Olivia Wilde Covers Angeleno Magazine February 2020

Olivia Wilde Covers Angeleno Magazine February 2020

Olivia Wilde glams up the February 2020 issue of Angeleno Magazine. The beautiful 27-year-old ‘Cowboys & Aliens’ actress sits down for a chat with the magazine and dishes on a wide range of topics including her parents, the parties they used to throw, finding her creative self, but also politics and how she campaigned on Obama’s behalf.

Speaking about her parents, two Washington journalists who have covered national and international politics and policy since the 1980s, Olivia says that, “My parents are incredible. They’re passionate about truth-seeking, striving for justice; they’re part of the original crew of investigative journalists.” Still, the actress confesses that her parents definitely knew how to throw a party. “I still can so easily recall the sounds of conversation, laughter and glasses from the 20 people seated around their dinner table,” Wilde told the magazine.

On the people attending these parties, Olivia admits that, “there was never any fame-whoring. Nobody was ever introduced to me and my sister as a ‘success,’ or as famous; we were told what they had done, what they’re doing, what’s unique about them.”

On finding her creative side, Wilde recalls that, “I lived in my head, I had a very active imagination, I could play alone in my room for hours and see whole movies in my head. This blurring of the line between reality and fantasy is something I think all kids have, and I was very lucky because my parents encouraged it. They really let me embrace the idiosyncratic, to carve out my own identity based on my own interests.”

Olivia Wilde Covers Angeleno Magazine February 2020

Olivia Wilde Covers Angeleno Magazine February 2020

Olivia confesses that when it comes to acting, her parents’ encouragement was broad-based. “They never would have allowed me to be a child actress, but they took my passion seriously and expected me to be serious about it. To work hard, to study the greats,” the actress says. After the eighth grade Olivia transferred to Phillips Academy in Andover, Mass., for high school. She admits that she was particularly attracted to the prep school’s theater department. “There was a main stage, two black box spaces, studio theaters, playwriting classes, student producing—incredible,” the actress told Angeleno.

Wilde also remembers the time she appeared as Gwendolen in The Importance of Being Earnest, when Olivia Cockburn became Olivia Wilde, a stage name homage to the piece’s playwright. “It was the first time I felt I owned the stage.
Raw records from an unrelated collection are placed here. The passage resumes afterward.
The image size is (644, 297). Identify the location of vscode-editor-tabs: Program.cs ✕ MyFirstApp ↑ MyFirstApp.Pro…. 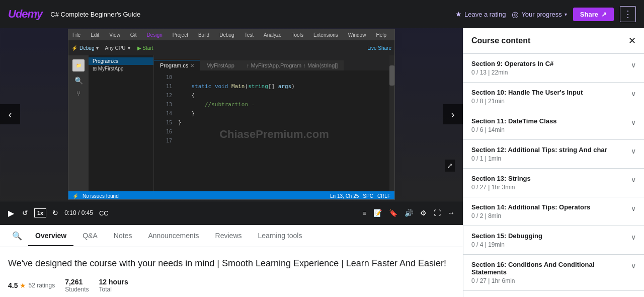
(274, 63).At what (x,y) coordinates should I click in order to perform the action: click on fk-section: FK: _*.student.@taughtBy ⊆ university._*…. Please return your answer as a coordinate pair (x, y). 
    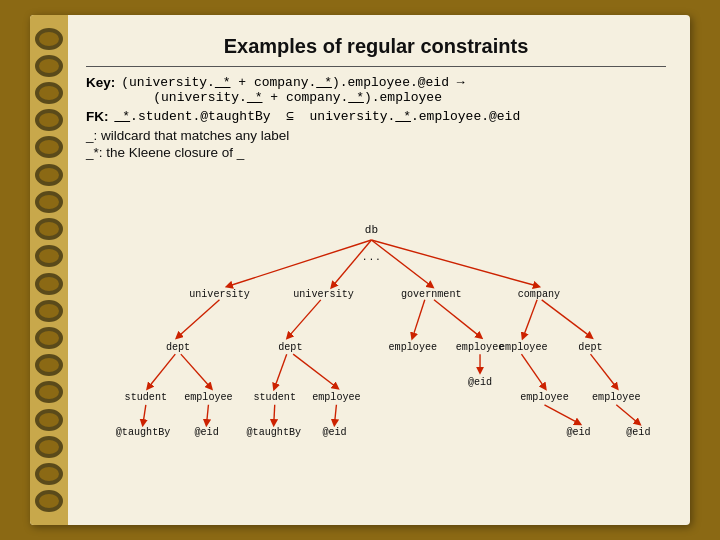
    Looking at the image, I should click on (376, 116).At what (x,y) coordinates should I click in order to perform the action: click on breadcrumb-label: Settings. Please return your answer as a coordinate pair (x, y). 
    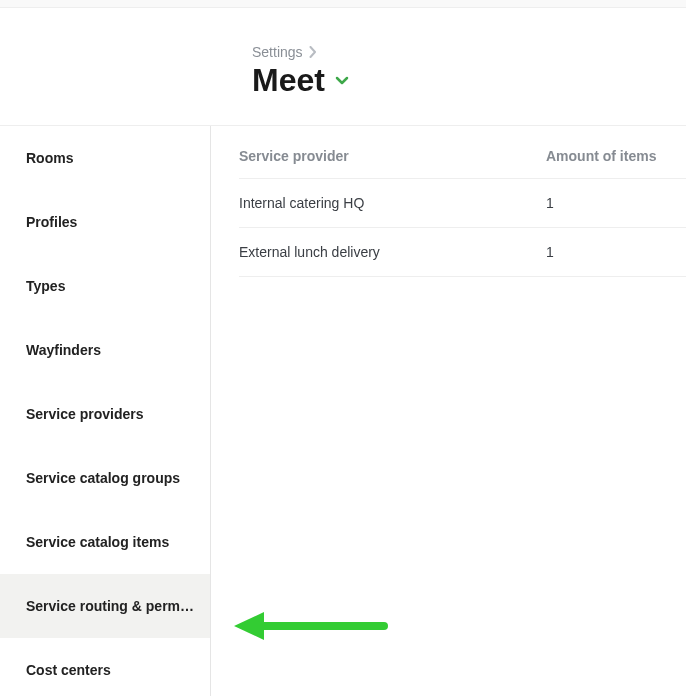
    Looking at the image, I should click on (278, 52).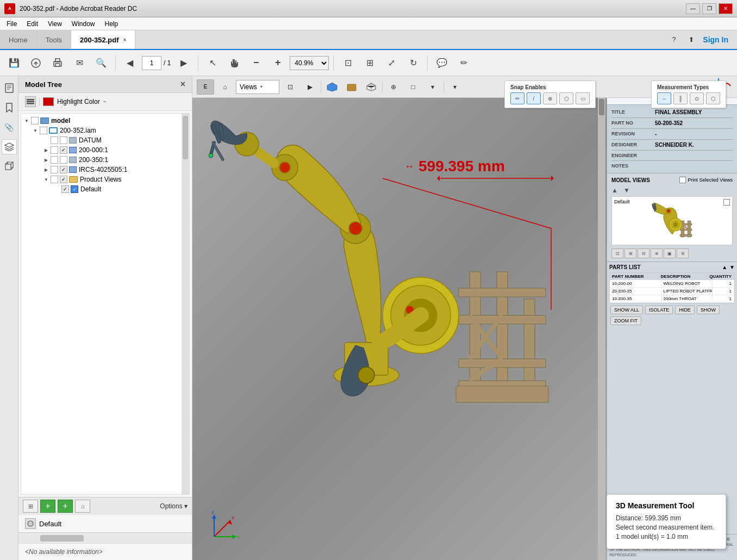 The image size is (737, 560). Describe the element at coordinates (225, 87) in the screenshot. I see `view-home-button: ⌂` at that location.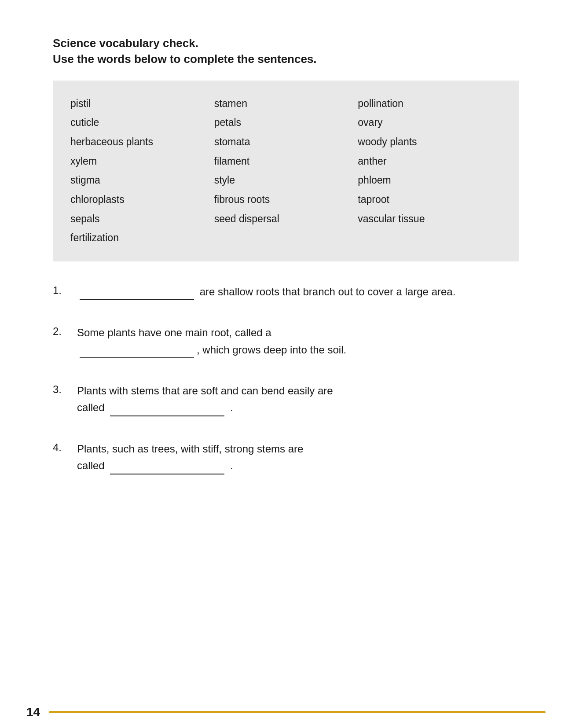 The width and height of the screenshot is (572, 728). Describe the element at coordinates (65, 331) in the screenshot. I see `question-number-2: 2.` at that location.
It was wonderful,” she says.

On auditioning, the actress told the magazine that, “After seeing the thousands of headshots at Mali’s, I was under no illusions. I really thought I’d be a character actress, a theater actress — I never thought my looks were right to be an ingénue and I was fine with that. Even so, I wanted the experience of auditioning.” As on accepting smaller roles, she says that, “Some people think I’m stupid for taking so many supporting and smaller roles, but I love it. It reminds me of being in a company of actors, where you might be playing Lady Macbeth in one play and a nameless girl in another; you learn so much.”

Nevertheless, acting is not Olivia’s main interest. Politics, political activism and humanitarian work play important roles in her life. On campaigning for Obama, she explains that, “I really believed in him as a candidate, and got to know my country. I hadn’t been in the Midwest before, nor really in the South. I went door-to-door and it was great.” Asked whether she still supports him, the actress admits that, “It’s much harder to run on the concepts of hope and change. Student loans, banking reform? People want specifics now and they deserve them. I’m an advocate of youth participation in politics, and I hope there will be a swell of participation again, but I hope it’s based on actual knowledge of policy.”